There are various rhythms of forró: xote (a slower-paced rhythm), baião (the original forró) and arrasta-pé (the fastest), and forró itself. Amongst these there are many styles of dancing, which varies from region to region, and may be known by different names according to the location. Forró is danced in pairs. There are twodance roles, one of theleader and one of thefollower. Especially in European forró communities, there is a trend to break and discuss the traditional gender roles[6] of leading men and following women. Unlike many other social dances it becomes more and more common to see same-sex couples on the dance floor or leading women and following men.
Forró is danced usually very close together, with the leader's left hand holding the follower's right hand, the leader's right arm around the follower's back and the follower's left arm around the leader's neck. Other styles may require to stay partially away, or in a considerable distance, only holding their hands up the shoulders.
Influences from Cubansalsa,Samba de Gafieira andzouk has given mobility to forró, with the follower— and occasionally the leader— being spun, although it's not essential to spin at all. The more complex movements may prove impossible to be executed in the usually crowded dancing area of forrós. Below is a list of the most popular styles of forró in Brazil:
Xote originally has its roots in theschottische.
Miudinho and puladinho can be danced to baião music and even to arrasta-pé, but in the latter the leg work is so intense that it's impracticable. Some people like to include brega/calypso in the forró category, because this dance has suffered much influence of forró throughout the decades, but it's danced to its own rhythm (not to be confused withcalypso music).
Forró dancing styles are informally often grouped into two main "families", simply for practical reasons: The olderNordestino (north-eastern) type of forró and theuniversitário (university) forró that developed later in the South.
Nordestino forró is danced with the couple much closer together, with their legs often inter-twined and a characteristic sideways shuffle movement. Because of the intimacy, there are not as many step variations in this style.
Universitário forró, with its origins in the big southern cities of Brazil, is the more popular style outside of the Northeast. Its basic step is forward-backwards — slightly similar to traditionalbolero orsalsa in line. With more space between the pair, many more moves, steps and turns are possible than in Nordestino styles. The more common steps include:
Universitário forró supposedly evolved from (and is very similar to) thepé-de-serra/baião styles, whileNordestino is used to refer to the styles more like the originalxote.

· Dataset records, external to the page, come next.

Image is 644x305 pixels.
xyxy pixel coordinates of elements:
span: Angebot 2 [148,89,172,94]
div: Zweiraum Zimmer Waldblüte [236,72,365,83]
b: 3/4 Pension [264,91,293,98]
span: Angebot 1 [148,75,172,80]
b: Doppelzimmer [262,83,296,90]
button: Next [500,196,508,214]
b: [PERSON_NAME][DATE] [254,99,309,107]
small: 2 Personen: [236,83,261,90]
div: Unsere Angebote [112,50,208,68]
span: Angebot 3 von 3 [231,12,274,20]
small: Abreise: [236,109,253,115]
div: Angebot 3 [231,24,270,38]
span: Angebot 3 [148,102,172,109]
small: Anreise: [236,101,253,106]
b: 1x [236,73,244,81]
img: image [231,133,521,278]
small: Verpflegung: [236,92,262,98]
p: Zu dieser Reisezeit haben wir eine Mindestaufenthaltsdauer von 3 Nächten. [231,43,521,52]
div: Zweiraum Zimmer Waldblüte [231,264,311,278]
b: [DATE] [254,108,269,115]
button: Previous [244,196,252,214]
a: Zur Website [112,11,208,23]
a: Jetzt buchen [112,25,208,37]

The first forró festival outside Brazil was in 2008; 'Forró de Domingo'[7] inStuttgart, Germany and since its last edition in 2018, it was the biggest forró festival outside Brazil. A dance performance from the 2014 edition has more than 54 million views on YouTube and is the most watched forró performance on this platform.[8] Today, there are many more annually forró festivals celebrated inGermany and other parts of Europe. Since 2016, festivals have also been organised in North America, Russia, Oceania and Japan. In 2019, over 70 international festivals were planned outside of Brazil.[9][10]
*Guttural R, when spoken in theCentral Northeastern Portuguese, is usually pronounced as avoiced orvoiceless glottal fricative, in the beginning of words or "rr" digraph.